The challenge is not simply one of volume, but of relevance.
Building larger data environments does not necessarily produce better outcomes if the underlying data does not capture the drivers of decision-making.
Causal data offers a different path. By directly measuring the inputs to consumer behavior (emotions, expectations, intentions, and constraints) it reduces the need for inference and grounds models in observable mechanisms rather than assumptions.
This shift, from accumulating more data to capturing more meaningful data, has implications not only for model performance, but also for the efficiency of the systems built to support them.
Transaction data is reactive. Causal data is predictive.
Transaction data tells you what was purchased when it happened and how much was spent. Causal data tells you why it happened, what will happen next and what is about to change.
Consider a common retail scenario. Consumers begin to feel financial pressure from rising costs, uncertainty about job security or declining confidence in the economy. At this stage, behavior is already shifting beneath the surface. Fewer consumers plan discretionary purchases. More expect to spend less. Financial anxiety begins to rise.
No transaction data reflects this yet.
Weeks later, the effects begin to appear. Spending slows. Basket sizes shrink. Traffic declines. Only after that do revenues miss expectations, earnings disappoint and markets react.

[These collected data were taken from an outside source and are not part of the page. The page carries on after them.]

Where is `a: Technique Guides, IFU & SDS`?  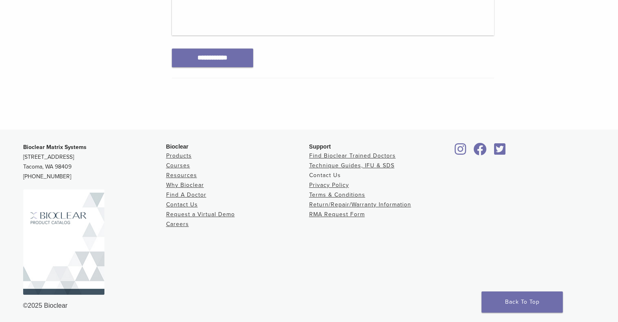
a: Technique Guides, IFU & SDS is located at coordinates (352, 165).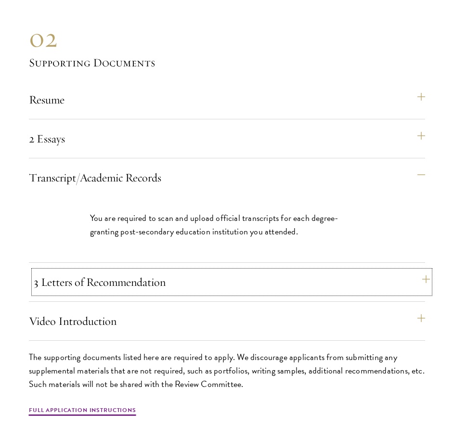  I want to click on p: The supporting documents listed here are required to apply. We discourage applicants from submitt..., so click(227, 371).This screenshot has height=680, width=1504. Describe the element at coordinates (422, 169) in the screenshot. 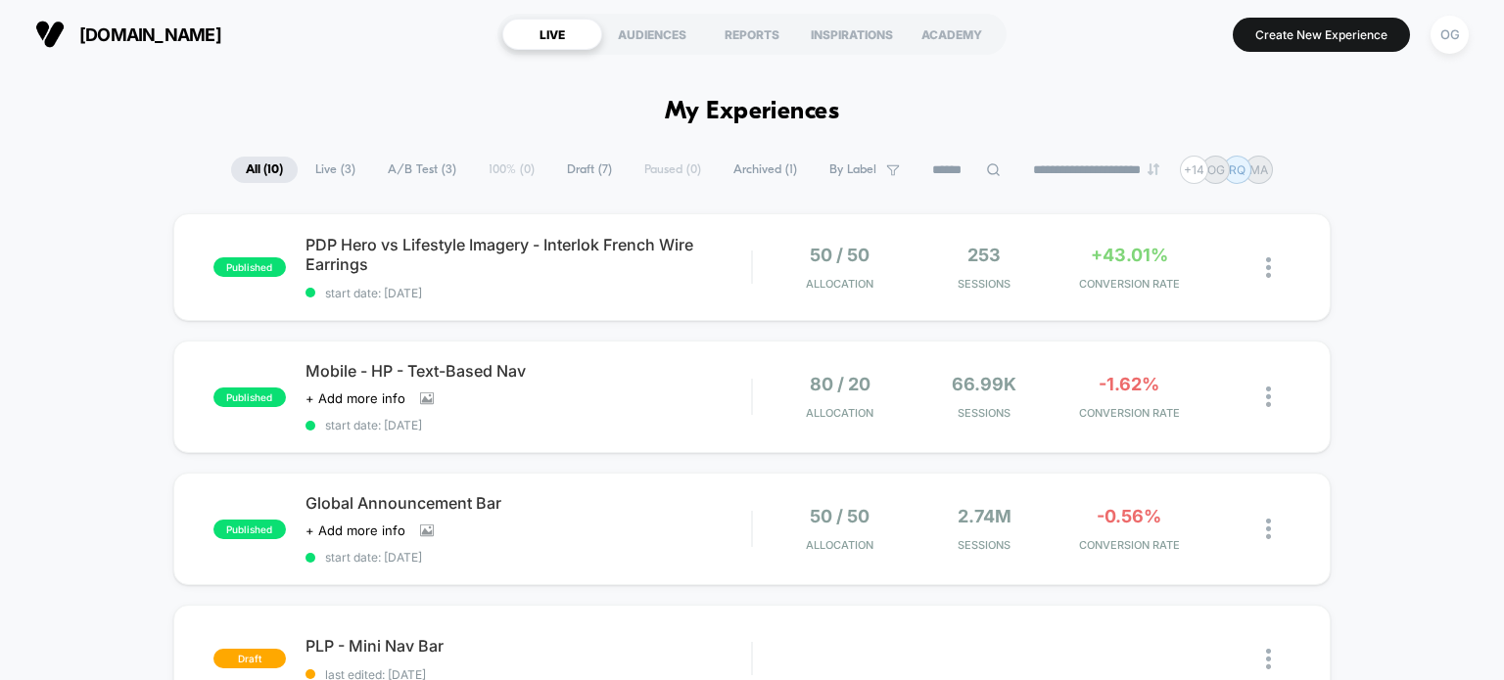

I see `span: A/B Test ( 3 )` at that location.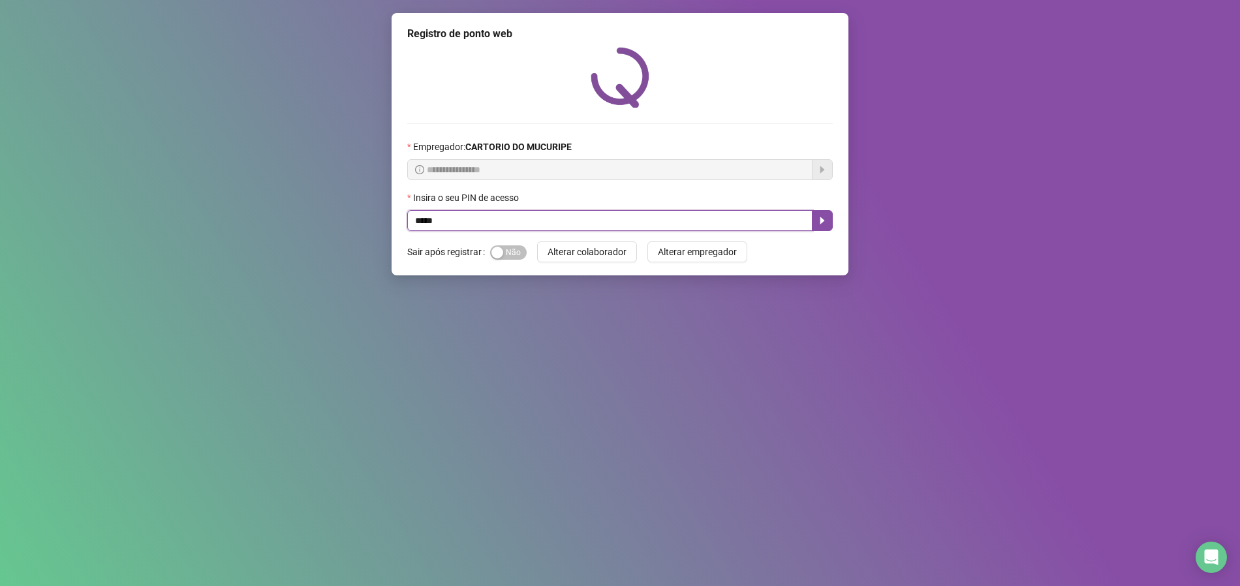 Image resolution: width=1240 pixels, height=586 pixels. Describe the element at coordinates (697, 252) in the screenshot. I see `button: Alterar empregador` at that location.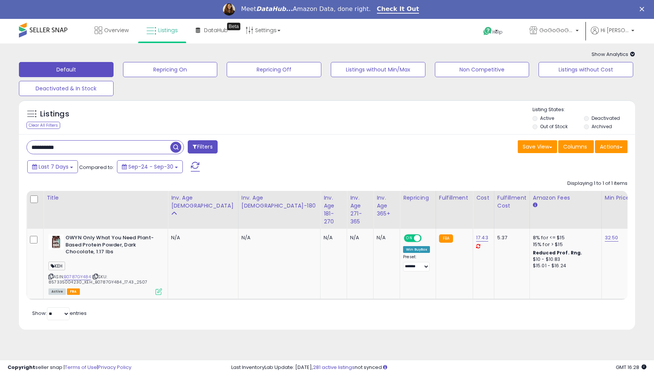  I want to click on span: OFF, so click(426, 238).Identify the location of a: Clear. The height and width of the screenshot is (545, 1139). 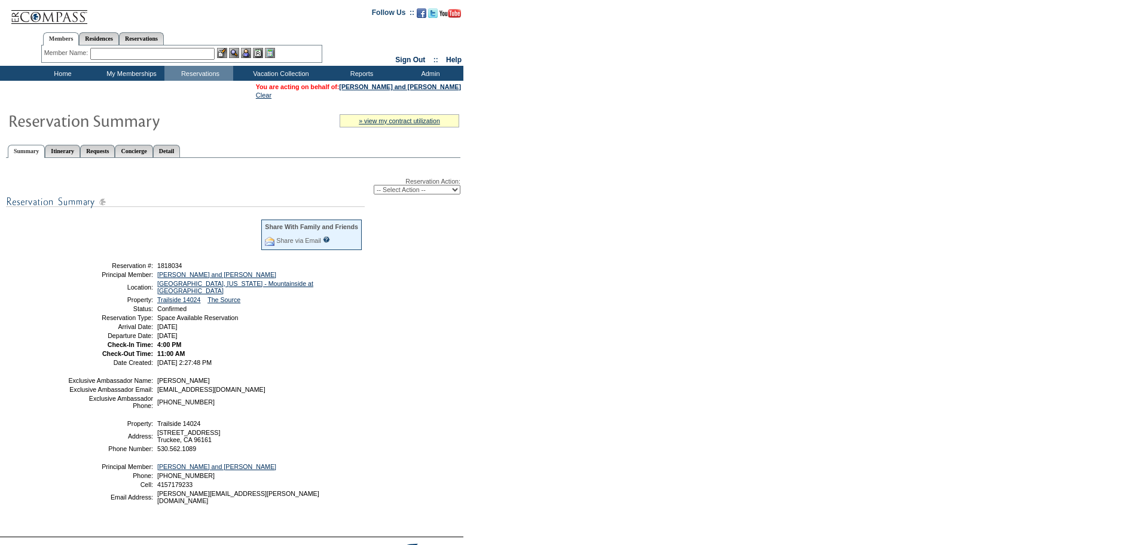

Causal data captures the shift at the beginning. Traditional data captures it near the end.
When these upstream signals are used in machine learning models, the advantage is structural. Models can detect inflection points earlier. Forecasts become more robust. Performance becomes more stable across cycles. Outputs become more interpretable.
For corporations, this enables earlier planning. For competitive strategy, it reveals where demand is moving. For economic forecasting, it provides lead time. For investors, it creates a timing advantage—the foundation of alpha.
Artificial intelligence has never been more powerful …but its limitations are becoming clearer. If the next phase of AI is going to deliver on its promise, it will not come from better models alone. It will come from better causal data.
And the organizations that understand not just what is happening, but why, will be the ones that finally turn AI into meaningful outcomes.
Disclosure: The consumer sentiment study referenced above was conducted by my company, Prosper Insights & Analytics . This is the same dataset used by the National Retail Federation, and available from Amazon Web Services, Bloomberg, and the London Stock Exchange Group for economic benchmarking.